Prevalence and clinical implications of bone marrow involvement in pediatric anaplastic large cell lymphoma

Abstract
Anaplastic large cell lymphoma (ALCL) harbors the reciprocal chromosomal translocation t(2;5)(p23;q35) in approximately 80% of the cases. The genes involved are nucleophosmin (NPM) and anaplastic lymphoma kinase (ALK) and the resulting chimeric NPM-ALK protein is thought to play a key role in the pathogenesis of t(2;5) positive ALCL. Few data on bone marrow (BM) involvement in ALCL have been published and they mostly rely on morphological examination of BM smears. We studied 52 ALCL for NPM-ALK expression by RT-PCR: 47/52 biopsies were positive. In 41 of the 47 cases we obtained the BM at diagnosis and investigated the prevalence of minimal BM infiltration by RT-PCR and real-time PCR. Minimal disseminated disease was positive in 25/41 patients (61%), of whom six had morphologically infiltrated BM. Survival analysis demonstrated a 5-year progression-free survival of 41 +/- 11% for patients with molecularly positive BM vs 100% for patients with negative BM (P = 0.001). These results suggest that minimal BM involvement at diagnosis is a common event in pediatric ALCL and that minimal BM disease monitoring could identify patients at risk of relapse.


**Assigned task:**
Find every line containing "Intercom" in the records below and report the tally as a bare number.
◇ ◇ ◇
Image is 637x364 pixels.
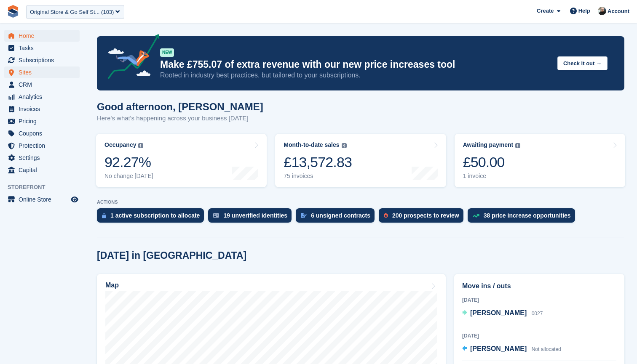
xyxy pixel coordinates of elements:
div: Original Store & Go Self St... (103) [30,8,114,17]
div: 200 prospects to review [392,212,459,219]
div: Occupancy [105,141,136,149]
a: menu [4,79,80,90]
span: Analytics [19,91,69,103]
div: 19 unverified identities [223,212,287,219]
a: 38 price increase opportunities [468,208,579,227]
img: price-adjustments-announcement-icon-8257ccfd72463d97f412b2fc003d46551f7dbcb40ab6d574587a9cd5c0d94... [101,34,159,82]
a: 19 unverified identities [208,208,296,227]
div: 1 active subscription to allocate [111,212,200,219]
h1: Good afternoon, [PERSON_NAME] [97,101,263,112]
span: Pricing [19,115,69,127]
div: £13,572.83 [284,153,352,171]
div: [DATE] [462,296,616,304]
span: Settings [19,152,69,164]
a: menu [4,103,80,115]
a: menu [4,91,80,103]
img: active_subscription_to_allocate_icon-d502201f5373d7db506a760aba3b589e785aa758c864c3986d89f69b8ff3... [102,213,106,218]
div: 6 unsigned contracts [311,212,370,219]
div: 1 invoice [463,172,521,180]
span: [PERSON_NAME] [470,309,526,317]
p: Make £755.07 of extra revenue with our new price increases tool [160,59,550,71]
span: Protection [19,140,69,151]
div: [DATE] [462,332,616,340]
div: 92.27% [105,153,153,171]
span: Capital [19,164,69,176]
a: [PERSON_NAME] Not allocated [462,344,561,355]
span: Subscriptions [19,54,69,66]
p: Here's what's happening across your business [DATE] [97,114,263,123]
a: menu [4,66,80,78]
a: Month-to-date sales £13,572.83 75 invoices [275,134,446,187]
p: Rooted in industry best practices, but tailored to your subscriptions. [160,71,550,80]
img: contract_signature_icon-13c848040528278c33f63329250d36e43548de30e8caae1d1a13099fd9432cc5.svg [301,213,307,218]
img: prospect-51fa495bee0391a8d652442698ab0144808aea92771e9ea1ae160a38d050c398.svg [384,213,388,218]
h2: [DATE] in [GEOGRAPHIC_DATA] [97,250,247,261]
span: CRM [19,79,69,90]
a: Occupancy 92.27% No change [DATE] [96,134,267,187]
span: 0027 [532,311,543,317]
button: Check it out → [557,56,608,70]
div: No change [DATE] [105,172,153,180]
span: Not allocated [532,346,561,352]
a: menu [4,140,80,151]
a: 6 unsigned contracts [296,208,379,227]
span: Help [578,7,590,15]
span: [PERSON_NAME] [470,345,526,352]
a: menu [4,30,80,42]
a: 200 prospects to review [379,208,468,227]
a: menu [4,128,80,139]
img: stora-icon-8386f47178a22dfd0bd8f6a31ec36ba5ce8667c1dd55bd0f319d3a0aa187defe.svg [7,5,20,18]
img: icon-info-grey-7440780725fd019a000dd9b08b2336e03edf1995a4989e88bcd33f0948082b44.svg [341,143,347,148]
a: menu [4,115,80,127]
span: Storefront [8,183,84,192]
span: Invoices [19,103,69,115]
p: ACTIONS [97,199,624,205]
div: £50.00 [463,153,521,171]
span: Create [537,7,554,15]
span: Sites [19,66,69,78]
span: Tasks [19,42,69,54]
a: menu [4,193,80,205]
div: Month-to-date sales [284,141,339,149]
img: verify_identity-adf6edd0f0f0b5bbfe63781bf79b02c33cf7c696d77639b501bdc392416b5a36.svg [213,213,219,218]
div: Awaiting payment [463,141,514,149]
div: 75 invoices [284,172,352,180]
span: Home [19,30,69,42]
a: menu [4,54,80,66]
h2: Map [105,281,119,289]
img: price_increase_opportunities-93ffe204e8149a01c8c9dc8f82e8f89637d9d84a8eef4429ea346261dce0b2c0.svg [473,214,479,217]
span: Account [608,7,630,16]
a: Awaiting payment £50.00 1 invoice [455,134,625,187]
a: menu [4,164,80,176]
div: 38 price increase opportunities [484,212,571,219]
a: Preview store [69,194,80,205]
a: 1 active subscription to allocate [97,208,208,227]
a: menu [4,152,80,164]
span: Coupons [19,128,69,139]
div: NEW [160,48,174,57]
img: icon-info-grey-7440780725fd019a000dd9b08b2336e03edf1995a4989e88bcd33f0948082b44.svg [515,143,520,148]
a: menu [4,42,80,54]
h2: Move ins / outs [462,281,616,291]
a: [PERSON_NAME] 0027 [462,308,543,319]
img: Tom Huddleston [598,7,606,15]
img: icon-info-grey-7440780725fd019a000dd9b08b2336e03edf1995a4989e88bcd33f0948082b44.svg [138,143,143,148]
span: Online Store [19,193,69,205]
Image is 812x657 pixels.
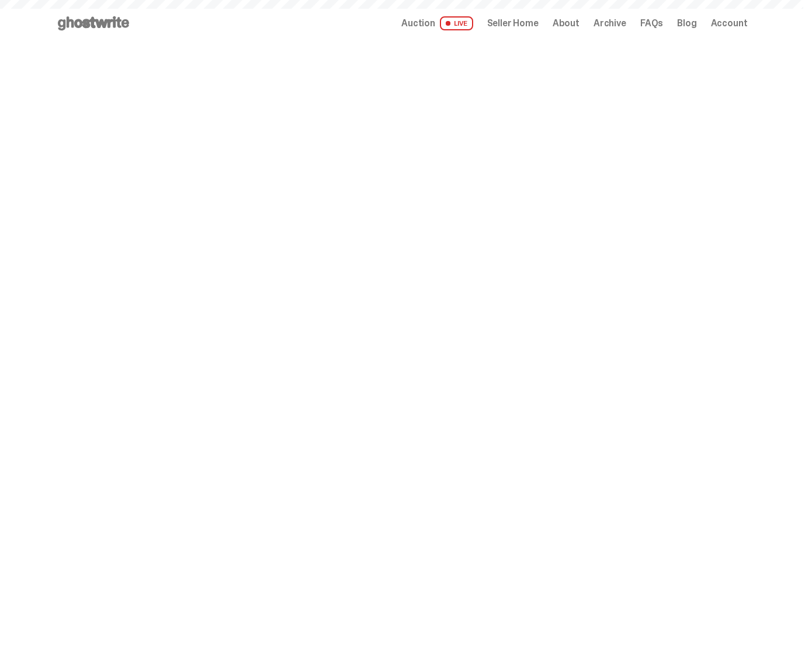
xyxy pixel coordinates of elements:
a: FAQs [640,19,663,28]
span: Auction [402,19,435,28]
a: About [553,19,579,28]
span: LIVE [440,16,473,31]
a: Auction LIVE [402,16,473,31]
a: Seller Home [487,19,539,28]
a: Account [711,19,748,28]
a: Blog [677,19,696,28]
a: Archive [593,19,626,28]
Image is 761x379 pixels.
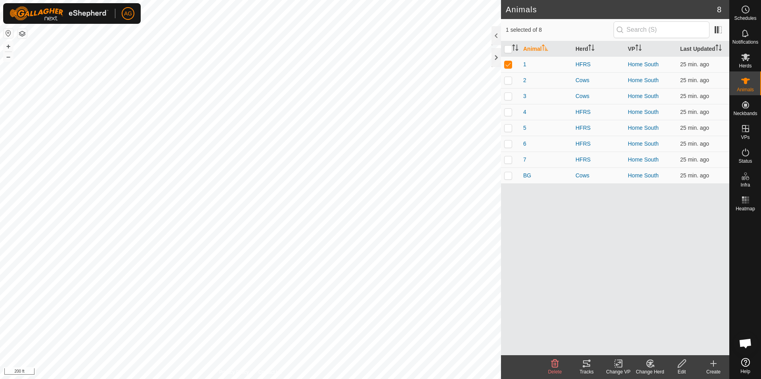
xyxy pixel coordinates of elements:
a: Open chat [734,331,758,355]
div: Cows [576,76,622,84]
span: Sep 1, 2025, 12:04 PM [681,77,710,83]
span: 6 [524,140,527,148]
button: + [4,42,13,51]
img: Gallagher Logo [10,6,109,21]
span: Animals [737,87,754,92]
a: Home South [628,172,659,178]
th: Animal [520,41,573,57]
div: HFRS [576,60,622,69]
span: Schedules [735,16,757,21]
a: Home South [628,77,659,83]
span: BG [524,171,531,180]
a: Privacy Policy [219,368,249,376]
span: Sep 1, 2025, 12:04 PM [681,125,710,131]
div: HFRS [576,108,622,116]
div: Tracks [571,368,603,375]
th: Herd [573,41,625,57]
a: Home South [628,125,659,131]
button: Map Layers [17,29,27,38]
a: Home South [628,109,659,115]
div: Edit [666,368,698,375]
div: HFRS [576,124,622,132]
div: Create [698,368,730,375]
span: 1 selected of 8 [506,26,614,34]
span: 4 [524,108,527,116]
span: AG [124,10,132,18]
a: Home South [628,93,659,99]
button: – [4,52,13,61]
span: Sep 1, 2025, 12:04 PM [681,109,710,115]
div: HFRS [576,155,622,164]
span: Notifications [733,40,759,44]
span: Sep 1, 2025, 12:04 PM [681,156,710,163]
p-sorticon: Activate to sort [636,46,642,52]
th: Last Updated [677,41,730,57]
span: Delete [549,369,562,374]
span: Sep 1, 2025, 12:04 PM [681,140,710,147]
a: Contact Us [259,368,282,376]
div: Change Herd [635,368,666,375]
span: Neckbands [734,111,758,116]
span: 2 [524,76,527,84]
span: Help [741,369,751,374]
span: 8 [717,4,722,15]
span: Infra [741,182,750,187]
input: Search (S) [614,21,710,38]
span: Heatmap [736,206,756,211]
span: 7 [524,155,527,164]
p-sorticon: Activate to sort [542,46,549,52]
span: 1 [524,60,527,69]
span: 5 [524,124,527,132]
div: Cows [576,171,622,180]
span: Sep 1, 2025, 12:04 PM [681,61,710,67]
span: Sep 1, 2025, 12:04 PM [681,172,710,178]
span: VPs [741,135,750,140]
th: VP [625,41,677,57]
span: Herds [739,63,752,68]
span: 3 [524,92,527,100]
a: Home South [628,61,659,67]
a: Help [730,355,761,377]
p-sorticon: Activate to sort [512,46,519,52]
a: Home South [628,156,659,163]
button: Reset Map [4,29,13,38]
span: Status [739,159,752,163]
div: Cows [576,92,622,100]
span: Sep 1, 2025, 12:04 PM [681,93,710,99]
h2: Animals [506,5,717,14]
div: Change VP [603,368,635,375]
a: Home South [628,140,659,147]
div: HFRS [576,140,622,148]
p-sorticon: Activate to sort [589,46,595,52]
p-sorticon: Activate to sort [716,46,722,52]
◇ ◇ ◇
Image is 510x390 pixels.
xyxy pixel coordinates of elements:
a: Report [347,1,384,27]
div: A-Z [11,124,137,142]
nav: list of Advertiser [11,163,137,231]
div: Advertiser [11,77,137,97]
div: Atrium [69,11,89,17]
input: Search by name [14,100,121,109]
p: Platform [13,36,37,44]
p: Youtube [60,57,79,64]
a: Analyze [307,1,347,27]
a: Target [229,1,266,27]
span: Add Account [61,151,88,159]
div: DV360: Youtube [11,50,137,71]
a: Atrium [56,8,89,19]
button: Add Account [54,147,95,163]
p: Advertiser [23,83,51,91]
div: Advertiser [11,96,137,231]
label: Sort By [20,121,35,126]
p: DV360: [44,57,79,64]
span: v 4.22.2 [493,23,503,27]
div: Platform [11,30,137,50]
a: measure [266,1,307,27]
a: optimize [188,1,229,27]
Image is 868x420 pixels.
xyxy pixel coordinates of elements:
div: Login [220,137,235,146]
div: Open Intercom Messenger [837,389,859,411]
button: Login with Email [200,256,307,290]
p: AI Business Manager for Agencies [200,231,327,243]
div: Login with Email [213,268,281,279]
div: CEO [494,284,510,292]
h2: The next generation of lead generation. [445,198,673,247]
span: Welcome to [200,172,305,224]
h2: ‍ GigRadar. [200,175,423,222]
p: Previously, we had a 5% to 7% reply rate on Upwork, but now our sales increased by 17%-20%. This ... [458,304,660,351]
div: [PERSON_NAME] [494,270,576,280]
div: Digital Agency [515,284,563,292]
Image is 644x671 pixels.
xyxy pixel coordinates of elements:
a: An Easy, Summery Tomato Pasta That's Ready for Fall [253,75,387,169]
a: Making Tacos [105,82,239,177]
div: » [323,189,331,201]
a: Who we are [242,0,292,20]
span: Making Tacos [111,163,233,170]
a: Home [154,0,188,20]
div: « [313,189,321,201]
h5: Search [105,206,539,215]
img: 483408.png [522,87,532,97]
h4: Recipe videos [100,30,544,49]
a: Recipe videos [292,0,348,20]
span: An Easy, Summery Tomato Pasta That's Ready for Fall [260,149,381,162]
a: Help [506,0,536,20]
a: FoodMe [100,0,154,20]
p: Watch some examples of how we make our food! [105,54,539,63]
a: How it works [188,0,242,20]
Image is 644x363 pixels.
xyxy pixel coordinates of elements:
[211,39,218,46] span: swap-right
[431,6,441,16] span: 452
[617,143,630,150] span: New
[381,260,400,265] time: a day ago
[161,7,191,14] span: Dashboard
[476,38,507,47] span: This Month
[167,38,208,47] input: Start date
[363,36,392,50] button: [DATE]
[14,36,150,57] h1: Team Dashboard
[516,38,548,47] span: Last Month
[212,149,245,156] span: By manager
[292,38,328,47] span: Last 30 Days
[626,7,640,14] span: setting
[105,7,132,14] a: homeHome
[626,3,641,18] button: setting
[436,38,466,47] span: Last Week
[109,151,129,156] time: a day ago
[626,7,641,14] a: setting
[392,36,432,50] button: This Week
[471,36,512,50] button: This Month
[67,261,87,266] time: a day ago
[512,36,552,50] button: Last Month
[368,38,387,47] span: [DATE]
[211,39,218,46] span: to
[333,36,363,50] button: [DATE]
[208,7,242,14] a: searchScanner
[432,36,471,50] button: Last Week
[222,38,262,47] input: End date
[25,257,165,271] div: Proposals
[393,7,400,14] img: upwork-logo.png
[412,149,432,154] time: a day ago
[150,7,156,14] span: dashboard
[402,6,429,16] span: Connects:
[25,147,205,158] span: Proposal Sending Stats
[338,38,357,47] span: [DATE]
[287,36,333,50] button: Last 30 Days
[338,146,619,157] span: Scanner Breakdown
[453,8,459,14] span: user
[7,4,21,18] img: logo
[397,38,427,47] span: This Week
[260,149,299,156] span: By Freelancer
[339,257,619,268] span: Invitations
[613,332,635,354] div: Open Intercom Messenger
◇ ◇ ◇
**Expected output:**
2